A 3D Racer on Playdate?! Here's the story of P-Racing.

A 3D Racer on Playdate?! Here's the story of P-Racing.

June 20, 2023

Hey! I’m Matteo, better known as RPDev, owner of Risolvi Productions.

I’m an indie software developer and author of P-Racing, a pseudo-3D racing game. P-Racing delivers a pure racing experience pushing Playdate to its limit.

P-Racing for Playdate

P-Racing

Once upon a time, there was a developer who really wanted to make a game but never had a chance to do that. He was focused mainly on programming and designing iOS apps.

Jokes aside, the journey of P-Racing begins on June 8 2021—that day Panic released the first Playdate Update and I was impressed by all these little, awesome games.

Inspirations

One game caught my attention: Daily Driver from Matt Sephton. A racing game for Playdate with 3D pre-rendered sprites that really inspired me.

At that time, I spent days brainstorming, prototyping and studying old consoles. The Game Boy Advance (GBA), a portable console comparable to the Playdate, was the perfect candidate to better understand how past games have solved specific problems.

Mario Kart: Super Circuit

Mario Kart: Super Circuit

Mario Kart: Super Circuit - a kart game for GBA - was definitely a source of inspiration. The combination of the “Mode 7” (a graphics mode that efficiently simulates a 3D environment) and pre-rendered sprites, is in fact the hallmark of P-Racing.

Early development

I started the development without really knowing where it would take me. The first public appearance of the game was on Reddit and the reaction was super positive but also skeptical.

“Can it run on Playdate?” was the question that kept me company for months.

That quickly became: “Can it run on a similar hardware?”, so I purchased a development board with the same CPU used on Playdate.

Early prototype

Early prototype

The early prototype was ugly, but it worked.

Playdate

8 months later, I received my Playdate and this was basically the result.

FPS is too low!

FPS is too low!

The game ran slow, really slow, just 8 FPS. It wasn’t a good day. I knew that was something wrong, so I continued to optimize the game.

The optimization process was very long and some game components were rebuilt from the ground-up.

The car (or kart?)

With P-Racing, there were lots of challenges, mostly technical ones. As previously mentioned, the car is generated in Blender (a 3D creation software) and it looks like this:

Car sprite

Car sprite

The car is captured at 36 different angles and then scaled into different sizes, Playdate can’t efficiently scale these images in real time so they’re all pre-rendered, resulting in a total of 1400 images (just for the car).

You can quickly identify two constraints here, CPU headroom and memory. P-Racing uses various strategies to save memory: * Secondary or big sprites like trees are exported in lower quality * Some images are compressed in a custom format developed specifically for the game

Controls

Solving technical challenges is not enough to make a good game, what it matters is how the game reacts when you control it.

Cutting a corner

Cutting a corner

Controls in P-Racing are quite simple, there’s no drift or boost system like other games, but it took a while to get a good feeling. In my mind, cutting a corner had to be easy and satisfying.

Steering graph

Steering graph

Here’s the math behind it, a simple function that interpolates the steering angle depending on speed.

Graphics

I haven’t mentioned the Playdate display yet, a 1-bit display is generally a limit; not in this case, pixel art or low-poly 3D models are just beautiful on it.

Visual hierarchy

Visual hierarchy

One of the key elements in a racing game is the asphalt, and I’ve been lucky enough since you can virtually achieve a solid gray on Playdate.

To build a visual hierarchy without colors, I’ve decided to carefully alternate dark and light layers. This approach allows to blend all the layers together and get a realistic look.

The City

In the middle of the development, a new idea came to my mind: adding a city with a bit of cinematics and story.

The city introduced new challenges because the map area was four times bigger than a regular track and full of buildings.

City

City

P-Racing makes extensive use of a grid-based partitioning system, as the player traverses the map, the game loads only the elements in the surrounding space. This concept is applied to rendering, collisions and AI-controlled objects.

Final thoughts

The Playdate community is extremely supportive. I want to thank all the folks at Panic and the people in the Playdate Squad Discord for making this game possible!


Try it: Wherever a line of the listing holds the string "size", copy that line.
::: Records shown
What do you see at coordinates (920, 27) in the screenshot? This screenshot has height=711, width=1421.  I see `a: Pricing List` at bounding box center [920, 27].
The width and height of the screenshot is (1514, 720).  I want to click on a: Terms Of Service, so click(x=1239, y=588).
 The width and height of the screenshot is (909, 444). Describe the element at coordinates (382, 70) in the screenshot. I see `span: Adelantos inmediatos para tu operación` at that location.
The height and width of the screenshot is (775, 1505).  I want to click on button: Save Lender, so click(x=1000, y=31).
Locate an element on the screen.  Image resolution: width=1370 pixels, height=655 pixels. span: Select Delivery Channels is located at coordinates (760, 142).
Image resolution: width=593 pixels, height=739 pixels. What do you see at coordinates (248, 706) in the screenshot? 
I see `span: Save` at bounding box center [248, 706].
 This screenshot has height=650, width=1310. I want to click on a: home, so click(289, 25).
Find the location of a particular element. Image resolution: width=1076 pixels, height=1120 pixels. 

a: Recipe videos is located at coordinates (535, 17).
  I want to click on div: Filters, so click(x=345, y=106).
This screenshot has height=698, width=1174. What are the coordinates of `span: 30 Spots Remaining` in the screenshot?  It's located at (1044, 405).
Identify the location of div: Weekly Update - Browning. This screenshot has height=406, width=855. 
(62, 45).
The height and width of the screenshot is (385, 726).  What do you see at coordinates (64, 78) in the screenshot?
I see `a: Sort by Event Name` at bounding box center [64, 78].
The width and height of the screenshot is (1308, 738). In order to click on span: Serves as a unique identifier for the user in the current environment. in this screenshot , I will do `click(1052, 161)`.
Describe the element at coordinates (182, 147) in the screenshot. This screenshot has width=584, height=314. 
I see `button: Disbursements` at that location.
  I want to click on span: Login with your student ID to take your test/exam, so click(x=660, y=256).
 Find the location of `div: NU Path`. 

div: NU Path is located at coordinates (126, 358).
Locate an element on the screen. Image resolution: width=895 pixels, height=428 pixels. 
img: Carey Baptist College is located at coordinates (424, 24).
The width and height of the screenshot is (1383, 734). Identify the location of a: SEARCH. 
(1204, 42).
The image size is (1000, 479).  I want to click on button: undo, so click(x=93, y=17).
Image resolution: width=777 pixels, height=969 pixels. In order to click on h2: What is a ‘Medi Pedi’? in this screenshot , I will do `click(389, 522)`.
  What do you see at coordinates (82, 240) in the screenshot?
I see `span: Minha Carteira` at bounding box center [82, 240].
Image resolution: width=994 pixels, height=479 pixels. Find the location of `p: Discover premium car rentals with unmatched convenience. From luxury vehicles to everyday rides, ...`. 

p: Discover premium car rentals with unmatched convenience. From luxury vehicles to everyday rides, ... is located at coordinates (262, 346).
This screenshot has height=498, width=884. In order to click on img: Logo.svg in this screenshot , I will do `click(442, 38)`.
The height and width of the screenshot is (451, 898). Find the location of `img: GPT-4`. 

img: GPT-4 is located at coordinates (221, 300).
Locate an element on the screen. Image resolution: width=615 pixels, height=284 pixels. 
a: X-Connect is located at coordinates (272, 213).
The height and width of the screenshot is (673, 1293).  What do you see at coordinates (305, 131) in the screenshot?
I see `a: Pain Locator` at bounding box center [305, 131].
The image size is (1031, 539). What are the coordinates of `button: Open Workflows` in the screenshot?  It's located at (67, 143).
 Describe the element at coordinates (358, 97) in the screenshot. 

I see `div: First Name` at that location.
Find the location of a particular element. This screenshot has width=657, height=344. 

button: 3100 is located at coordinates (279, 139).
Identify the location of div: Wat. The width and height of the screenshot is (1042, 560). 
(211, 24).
::::::
Response:
The image size is (1000, 479).  I want to click on button: undo, so click(x=93, y=17).
The image size is (1031, 539). What are the coordinates of `button: Open Workflows` in the screenshot?  It's located at (67, 143).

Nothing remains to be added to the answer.